Splitting Hairs: Receipt Image Segmentation

August 17, 2021

Introduction

Seeing multiple receipts on a single image is a very common occurrence in VAT\GST analysis. Often employees will attach several receipts to a single page and scan them all together to put in a trip report. Another common case we observe is when credit card slips are attached to the tax invoice from a hotel or car rental company. In all these cases, the image contains more than one receipt that must be handled individually. Even if the information overlaps, such as in the case of the slip and invoice, the slip and invoice contain different pieces of information like VAT\GST ID (which is absent from the slip) and payment method (which is absent from the invoice). The point is that we almost always must split the image to the individual receipts before continuing with the analysis.

Fortunately, we can apply computer vision methods of bounding box object detection and segmentation to help us perform this splitting. This means that we must train the model on annotated receipt data, which in turn means that we must obtain annotations. However, overall, the problem is standard and has a ready solution, which we detail below. The solution allows us to pre-process all incoming images automatically and split them before processing, which greatly reduces manual processing time and effort.

Receipt Image Segmentation

There are two approaches to finding multiple receipts in images: Segmentation and Object Detection. In Segmentation we assume every pixel in the image belongs to one class, e.g. Receipt or Background, and we try to classify each pixel. After making a segmentation map, we can try to split the map to individual connected components – contiguous regions of “Receipt” label. However, in most cases the receipts are overlapping, and the segmentation gives them the same class combining them to a single big connected-component, so we cannot separate them based on the pixel classifications. To combat this, we could use Instance Segmentation, however that requires a different annotation.

The other, more economically feasible and simpler solution is to use an object detector, like well-used technologies that can detect animals, people or cars. To use these models, we need to annotate images with bounding boxes over all the separate documents in the image, overlapping or not. To get the segmentation of the image to individual receipts we effectively perform segmentation-by-detection, where we treat each detected box as a part of the image to separate.

The major challenges that we encounter in our data, which make it hard for our algorithms to work, are:

  • Image background is hard
  • Flatbed scanning: invoices have no boundaries, white-on-white
  • Invoices overlapping
  • Unknown number of invoices in the image
  • Arrangements: Multiple directions, sizes, layouts, languages, etc.

These object detector algorithms are commonly called “single shot detectors”, since they only need a single image to detect the objects. They’re also called “box detectors” since they split the image to rectangles, and not a pixel-to-pixel map. On the other hand, despite their limitations, they are incredibly powerful, very fast and easy to train with existing tools. Some brand names for these algorithms are Faster-RCNN, YOLO and SSD.

In our data we identified around 5% of images “suffer” from the multiple receipts problem, which is a significant portion of the data pipeline. We trained an object detection algorithm on the multiple-receipt data we have and were able to achieve more than 95% accuracy in segmentation-by-detection.

Using the detection model, we were able to fully automate this part of the pipeline, which resulted in a major drop in our costs related to image cropping. The remaining 5% “errors” are usually attributed to partial extractions, which are in many cases tolerable.

Conclusion

Once again, computer vision models have made a big impact on our business. A straightforward implementation of off-the-shelf algorithms has completely replaced a painful part of our data ingest pipeline, driving costs lower and introducing automation. We were able to increase our data intake without affecting any other part of the business chain. In this case, AI and Machine Learning were clear winners for us and our clients.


• Task description: Please return the data that follows precisely as written, but without the images.

(Stored items)
--*--

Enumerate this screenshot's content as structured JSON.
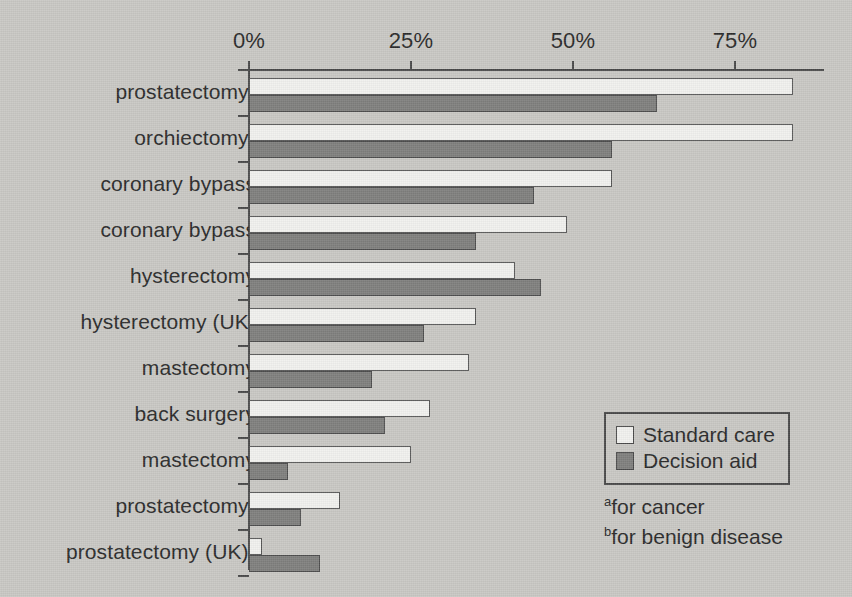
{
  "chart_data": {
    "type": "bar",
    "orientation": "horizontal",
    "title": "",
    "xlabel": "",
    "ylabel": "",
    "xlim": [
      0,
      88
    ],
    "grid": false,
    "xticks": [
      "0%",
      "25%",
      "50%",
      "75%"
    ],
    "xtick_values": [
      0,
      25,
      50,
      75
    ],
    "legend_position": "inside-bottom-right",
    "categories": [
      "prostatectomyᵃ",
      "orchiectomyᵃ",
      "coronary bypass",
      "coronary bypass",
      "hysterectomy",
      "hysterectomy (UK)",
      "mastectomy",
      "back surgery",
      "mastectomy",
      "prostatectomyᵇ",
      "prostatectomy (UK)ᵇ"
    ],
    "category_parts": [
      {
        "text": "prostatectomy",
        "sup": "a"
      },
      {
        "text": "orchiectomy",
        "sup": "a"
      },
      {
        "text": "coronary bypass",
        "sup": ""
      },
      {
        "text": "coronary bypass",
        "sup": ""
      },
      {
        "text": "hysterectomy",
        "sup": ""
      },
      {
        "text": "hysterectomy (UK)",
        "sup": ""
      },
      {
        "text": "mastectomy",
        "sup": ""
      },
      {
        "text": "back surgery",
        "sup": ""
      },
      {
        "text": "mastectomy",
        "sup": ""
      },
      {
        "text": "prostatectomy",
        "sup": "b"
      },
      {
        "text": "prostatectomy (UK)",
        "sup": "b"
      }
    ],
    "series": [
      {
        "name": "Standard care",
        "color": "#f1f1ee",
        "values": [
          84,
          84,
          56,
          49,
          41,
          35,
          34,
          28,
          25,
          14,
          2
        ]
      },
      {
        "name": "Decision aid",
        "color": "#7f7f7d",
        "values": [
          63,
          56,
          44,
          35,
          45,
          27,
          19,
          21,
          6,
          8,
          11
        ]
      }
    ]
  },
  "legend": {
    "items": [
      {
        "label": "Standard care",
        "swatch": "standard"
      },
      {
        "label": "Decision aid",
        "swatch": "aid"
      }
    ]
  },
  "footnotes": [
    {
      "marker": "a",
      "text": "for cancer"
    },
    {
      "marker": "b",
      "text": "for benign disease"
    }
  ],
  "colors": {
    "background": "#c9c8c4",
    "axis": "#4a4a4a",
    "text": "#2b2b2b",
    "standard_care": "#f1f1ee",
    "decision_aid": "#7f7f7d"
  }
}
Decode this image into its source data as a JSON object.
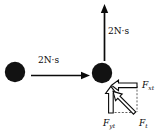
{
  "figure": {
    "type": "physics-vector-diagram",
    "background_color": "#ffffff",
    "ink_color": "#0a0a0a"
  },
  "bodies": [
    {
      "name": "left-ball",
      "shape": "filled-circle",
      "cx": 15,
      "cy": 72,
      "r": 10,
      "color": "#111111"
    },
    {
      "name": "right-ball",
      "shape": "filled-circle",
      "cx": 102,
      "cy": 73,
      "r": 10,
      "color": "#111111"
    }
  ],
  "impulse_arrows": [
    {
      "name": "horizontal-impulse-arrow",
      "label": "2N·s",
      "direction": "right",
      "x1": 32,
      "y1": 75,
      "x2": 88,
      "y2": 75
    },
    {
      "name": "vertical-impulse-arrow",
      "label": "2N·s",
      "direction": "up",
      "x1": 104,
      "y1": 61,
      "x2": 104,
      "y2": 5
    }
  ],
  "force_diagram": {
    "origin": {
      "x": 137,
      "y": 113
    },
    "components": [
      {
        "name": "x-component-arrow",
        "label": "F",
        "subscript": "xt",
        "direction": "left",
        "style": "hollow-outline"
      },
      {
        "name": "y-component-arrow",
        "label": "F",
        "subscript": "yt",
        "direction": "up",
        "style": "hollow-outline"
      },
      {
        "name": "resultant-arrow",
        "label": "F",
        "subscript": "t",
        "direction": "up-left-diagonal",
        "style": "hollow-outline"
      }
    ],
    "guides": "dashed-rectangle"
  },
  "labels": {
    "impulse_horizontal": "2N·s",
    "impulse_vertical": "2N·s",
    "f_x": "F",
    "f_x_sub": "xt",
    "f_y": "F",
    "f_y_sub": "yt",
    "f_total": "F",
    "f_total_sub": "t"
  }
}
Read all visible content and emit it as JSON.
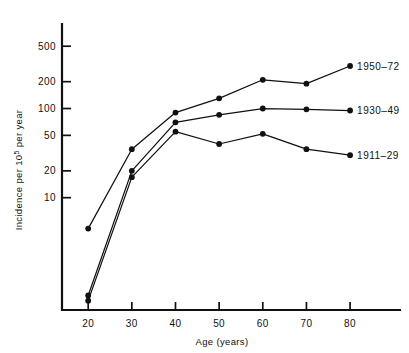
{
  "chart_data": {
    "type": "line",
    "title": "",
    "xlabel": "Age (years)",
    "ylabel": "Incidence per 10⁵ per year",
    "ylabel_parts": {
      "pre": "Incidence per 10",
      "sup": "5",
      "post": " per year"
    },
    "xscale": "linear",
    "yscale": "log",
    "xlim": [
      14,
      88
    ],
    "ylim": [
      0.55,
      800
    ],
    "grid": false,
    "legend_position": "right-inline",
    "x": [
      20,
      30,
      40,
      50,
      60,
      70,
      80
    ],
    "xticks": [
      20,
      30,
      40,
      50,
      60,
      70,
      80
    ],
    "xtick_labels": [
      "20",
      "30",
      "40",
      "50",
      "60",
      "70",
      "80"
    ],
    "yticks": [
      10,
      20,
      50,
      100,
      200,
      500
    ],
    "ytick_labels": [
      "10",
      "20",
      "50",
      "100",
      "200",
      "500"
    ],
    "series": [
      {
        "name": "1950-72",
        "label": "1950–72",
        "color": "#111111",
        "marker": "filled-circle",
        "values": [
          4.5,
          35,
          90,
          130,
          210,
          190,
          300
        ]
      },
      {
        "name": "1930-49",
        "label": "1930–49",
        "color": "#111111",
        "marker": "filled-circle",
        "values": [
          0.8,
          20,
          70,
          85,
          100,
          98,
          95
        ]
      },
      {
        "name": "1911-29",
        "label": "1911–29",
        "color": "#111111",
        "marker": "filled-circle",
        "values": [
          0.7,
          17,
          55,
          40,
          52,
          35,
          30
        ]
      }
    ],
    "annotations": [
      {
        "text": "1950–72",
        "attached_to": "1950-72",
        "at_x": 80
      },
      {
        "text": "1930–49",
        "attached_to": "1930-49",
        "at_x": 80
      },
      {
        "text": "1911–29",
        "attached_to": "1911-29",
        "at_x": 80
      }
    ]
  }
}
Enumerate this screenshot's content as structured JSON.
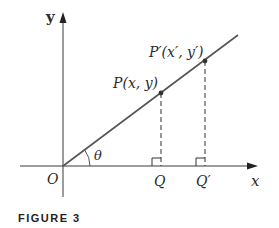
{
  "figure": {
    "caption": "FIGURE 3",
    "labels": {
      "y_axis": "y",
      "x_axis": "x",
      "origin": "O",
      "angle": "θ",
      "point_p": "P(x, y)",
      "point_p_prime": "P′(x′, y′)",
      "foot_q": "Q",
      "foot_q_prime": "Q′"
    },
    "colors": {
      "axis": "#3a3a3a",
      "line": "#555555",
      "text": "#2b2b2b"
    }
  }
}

--*--

• Your response:
Enumerate this screenshot's content as structured JSON.
{
  "chart_data": {
    "type": "bar",
    "orientation": "horizontal",
    "title": "",
    "xlabel": "",
    "ylabel": "",
    "xlim": [
      0,
      88
    ],
    "grid": false,
    "xticks": [
      "0%",
      "25%",
      "50%",
      "75%"
    ],
    "xtick_values": [
      0,
      25,
      50,
      75
    ],
    "legend_position": "inside-bottom-right",
    "categories": [
      "prostatectomyᵃ",
      "orchiectomyᵃ",
      "coronary bypass",
      "coronary bypass",
      "hysterectomy",
      "hysterectomy (UK)",
      "mastectomy",
      "back surgery",
      "mastectomy",
      "prostatectomyᵇ",
      "prostatectomy (UK)ᵇ"
    ],
    "category_parts": [
      {
        "text": "prostatectomy",
        "sup": "a"
      },
      {
        "text": "orchiectomy",
        "sup": "a"
      },
      {
        "text": "coronary bypass",
        "sup": ""
      },
      {
        "text": "coronary bypass",
        "sup": ""
      },
      {
        "text": "hysterectomy",
        "sup": ""
      },
      {
        "text": "hysterectomy (UK)",
        "sup": ""
      },
      {
        "text": "mastectomy",
        "sup": ""
      },
      {
        "text": "back surgery",
        "sup": ""
      },
      {
        "text": "mastectomy",
        "sup": ""
      },
      {
        "text": "prostatectomy",
        "sup": "b"
      },
      {
        "text": "prostatectomy (UK)",
        "sup": "b"
      }
    ],
    "series": [
      {
        "name": "Standard care",
        "color": "#f1f1ee",
        "values": [
          84,
          84,
          56,
          49,
          41,
          35,
          34,
          28,
          25,
          14,
          2
        ]
      },
      {
        "name": "Decision aid",
        "color": "#7f7f7d",
        "values": [
          63,
          56,
          44,
          35,
          45,
          27,
          19,
          21,
          6,
          8,
          11
        ]
      }
    ]
  },
  "legend": {
    "items": [
      {
        "label": "Standard care",
        "swatch": "standard"
      },
      {
        "label": "Decision aid",
        "swatch": "aid"
      }
    ]
  },
  "footnotes": [
    {
      "marker": "a",
      "text": "for cancer"
    },
    {
      "marker": "b",
      "text": "for benign disease"
    }
  ],
  "colors": {
    "background": "#c9c8c4",
    "axis": "#4a4a4a",
    "text": "#2b2b2b",
    "standard_care": "#f1f1ee",
    "decision_aid": "#7f7f7d"
  }
}
Decode this image into its source data as a JSON object.
{
  "figure": {
    "type": "physics-vector-diagram",
    "background_color": "#ffffff",
    "ink_color": "#0a0a0a"
  },
  "bodies": [
    {
      "name": "left-ball",
      "shape": "filled-circle",
      "cx": 15,
      "cy": 72,
      "r": 10,
      "color": "#111111"
    },
    {
      "name": "right-ball",
      "shape": "filled-circle",
      "cx": 102,
      "cy": 73,
      "r": 10,
      "color": "#111111"
    }
  ],
  "impulse_arrows": [
    {
      "name": "horizontal-impulse-arrow",
      "label": "2N·s",
      "direction": "right",
      "x1": 32,
      "y1": 75,
      "x2": 88,
      "y2": 75
    },
    {
      "name": "vertical-impulse-arrow",
      "label": "2N·s",
      "direction": "up",
      "x1": 104,
      "y1": 61,
      "x2": 104,
      "y2": 5
    }
  ],
  "force_diagram": {
    "origin": {
      "x": 137,
      "y": 113
    },
    "components": [
      {
        "name": "x-component-arrow",
        "label": "F",
        "subscript": "xt",
        "direction": "left",
        "style": "hollow-outline"
      },
      {
        "name": "y-component-arrow",
        "label": "F",
        "subscript": "yt",
        "direction": "up",
        "style": "hollow-outline"
      },
      {
        "name": "resultant-arrow",
        "label": "F",
        "subscript": "t",
        "direction": "up-left-diagonal",
        "style": "hollow-outline"
      }
    ],
    "guides": "dashed-rectangle"
  },
  "labels": {
    "impulse_horizontal": "2N·s",
    "impulse_vertical": "2N·s",
    "f_x": "F",
    "f_x_sub": "xt",
    "f_y": "F",
    "f_y_sub": "yt",
    "f_total": "F",
    "f_total_sub": "t"
  }
}
Read all visible content and emit it as JSON.
{
  "chart_data": {
    "type": "line",
    "title": "",
    "xlabel": "Age (years)",
    "ylabel": "Incidence per 10⁵ per year",
    "ylabel_parts": {
      "pre": "Incidence per 10",
      "sup": "5",
      "post": " per year"
    },
    "xscale": "linear",
    "yscale": "log",
    "xlim": [
      14,
      88
    ],
    "ylim": [
      0.55,
      800
    ],
    "grid": false,
    "legend_position": "right-inline",
    "x": [
      20,
      30,
      40,
      50,
      60,
      70,
      80
    ],
    "xticks": [
      20,
      30,
      40,
      50,
      60,
      70,
      80
    ],
    "xtick_labels": [
      "20",
      "30",
      "40",
      "50",
      "60",
      "70",
      "80"
    ],
    "yticks": [
      10,
      20,
      50,
      100,
      200,
      500
    ],
    "ytick_labels": [
      "10",
      "20",
      "50",
      "100",
      "200",
      "500"
    ],
    "series": [
      {
        "name": "1950-72",
        "label": "1950–72",
        "color": "#111111",
        "marker": "filled-circle",
        "values": [
          4.5,
          35,
          90,
          130,
          210,
          190,
          300
        ]
      },
      {
        "name": "1930-49",
        "label": "1930–49",
        "color": "#111111",
        "marker": "filled-circle",
        "values": [
          0.8,
          20,
          70,
          85,
          100,
          98,
          95
        ]
      },
      {
        "name": "1911-29",
        "label": "1911–29",
        "color": "#111111",
        "marker": "filled-circle",
        "values": [
          0.7,
          17,
          55,
          40,
          52,
          35,
          30
        ]
      }
    ],
    "annotations": [
      {
        "text": "1950–72",
        "attached_to": "1950-72",
        "at_x": 80
      },
      {
        "text": "1930–49",
        "attached_to": "1930-49",
        "at_x": 80
      },
      {
        "text": "1911–29",
        "attached_to": "1911-29",
        "at_x": 80
      }
    ]
  }
}
Enumerate this screenshot's content as structured JSON.
{
  "figure": {
    "caption": "FIGURE 3",
    "labels": {
      "y_axis": "y",
      "x_axis": "x",
      "origin": "O",
      "angle": "θ",
      "point_p": "P(x, y)",
      "point_p_prime": "P′(x′, y′)",
      "foot_q": "Q",
      "foot_q_prime": "Q′"
    },
    "colors": {
      "axis": "#3a3a3a",
      "line": "#555555",
      "text": "#2b2b2b"
    }
  }
}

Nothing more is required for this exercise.